An AI-driven affective spatial system that senses mood and adaptively modifies interior stimuli to steer emotions toward positivity.
MAZE demonstrates a working closed-loop prototype that modulates colour in real time from live affect signals, shows early shifts toward neutral/positive valence, establishes a reproducible sensing→inference→spatial-output framework, and will next expand to sound/luminance/texture with controlled studies and metaverse-scale learning.
MAZE is a master’s thesis exploring how interior space can read human emotion and respond in real time. Using multi-modal sensing (e.g., facial-expression cues and behavioural signals), the system infers the user’s current mood and then modulates environmental parameters—starting with colour values—to gently nudge affect toward a more positive state. The aim is a closed-loop spatial experience where people leave feeling better than when they arrived. Supervision: Prof. Daniel Arztmann & Prof. Hans Sachs.
Measure emotional state continuously without adding friction or breaking immersion.Translate noisy behavioural signals into reliable, privacy-aware affect estimates.Convert affect estimates into spatial changes (colour, light) that feel natural, not intrusive.Maintain comfort, safety and repeatability across different users and contexts.
Sensing stack that combines face-based affect cues with behavioural patterns to estimate valence.AI inference loop that watches trends (not single frames) and filters out false positives.Real-time actuation pipeline that adjusts colour palettes and lighting to test micro-shifts in mood.Simple UX framing so users “just experience” the space—no controls, no setup, minimal friction.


#### AIM OF THE EXERCISE:
Pictures aside, repeat all the entries below exactly as they appear.

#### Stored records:
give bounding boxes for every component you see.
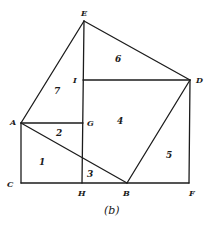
region-label-5: 5 <box>166 150 172 160</box>
point-labels: E I D A G C H B F <box>7 8 203 198</box>
region-label-1: 1 <box>39 157 45 167</box>
segment-BA <box>21 123 127 183</box>
point-label-B: B <box>122 188 130 198</box>
region-label-4: 4 <box>117 116 123 126</box>
region-label-3: 3 <box>87 169 93 179</box>
region-label-2: 2 <box>55 128 62 138</box>
point-label-F: F <box>188 188 196 198</box>
segment-DB <box>127 80 190 183</box>
segments <box>21 21 190 183</box>
point-label-I: I <box>72 75 77 85</box>
segment-FD <box>189 80 190 183</box>
point-label-G: G <box>87 118 94 128</box>
region-label-6: 6 <box>115 54 122 64</box>
point-label-A: A <box>9 117 16 127</box>
point-label-D: D <box>195 75 203 85</box>
region-label-7: 7 <box>54 86 61 96</box>
segment-AE <box>21 21 84 123</box>
segment-ED <box>84 21 190 80</box>
point-label-E: E <box>80 8 88 18</box>
figure-caption: (b) <box>104 204 120 217</box>
region-labels: 1 2 3 4 5 6 7 <box>39 54 172 179</box>
geometry-diagram: E I D A G C H B F 1 2 3 4 5 6 7 (b) <box>0 0 213 227</box>
point-label-C: C <box>7 179 14 189</box>
point-label-H: H <box>77 188 86 198</box>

#### TASK RESPONSE:
give bounding boxes for every component you see.
region-label-5: 5 <box>166 150 172 160</box>
point-labels: E I D A G C H B F <box>7 8 203 198</box>
region-label-1: 1 <box>39 157 45 167</box>
segment-BA <box>21 123 127 183</box>
point-label-B: B <box>122 188 130 198</box>
region-label-4: 4 <box>117 116 123 126</box>
region-label-3: 3 <box>87 169 93 179</box>
region-label-2: 2 <box>55 128 62 138</box>
point-label-F: F <box>188 188 196 198</box>
segment-DB <box>127 80 190 183</box>
segments <box>21 21 190 183</box>
point-label-I: I <box>72 75 77 85</box>
segment-FD <box>189 80 190 183</box>
point-label-G: G <box>87 118 94 128</box>
region-label-6: 6 <box>115 54 122 64</box>
point-label-A: A <box>9 117 16 127</box>
point-label-D: D <box>195 75 203 85</box>
region-label-7: 7 <box>54 86 61 96</box>
segment-AE <box>21 21 84 123</box>
segment-ED <box>84 21 190 80</box>
point-label-E: E <box>80 8 88 18</box>
figure-caption: (b) <box>104 204 120 217</box>
region-labels: 1 2 3 4 5 6 7 <box>39 54 172 179</box>
geometry-diagram: E I D A G C H B F 1 2 3 4 5 6 7 (b) <box>0 0 213 227</box>
point-label-C: C <box>7 179 14 189</box>
point-label-H: H <box>77 188 86 198</box>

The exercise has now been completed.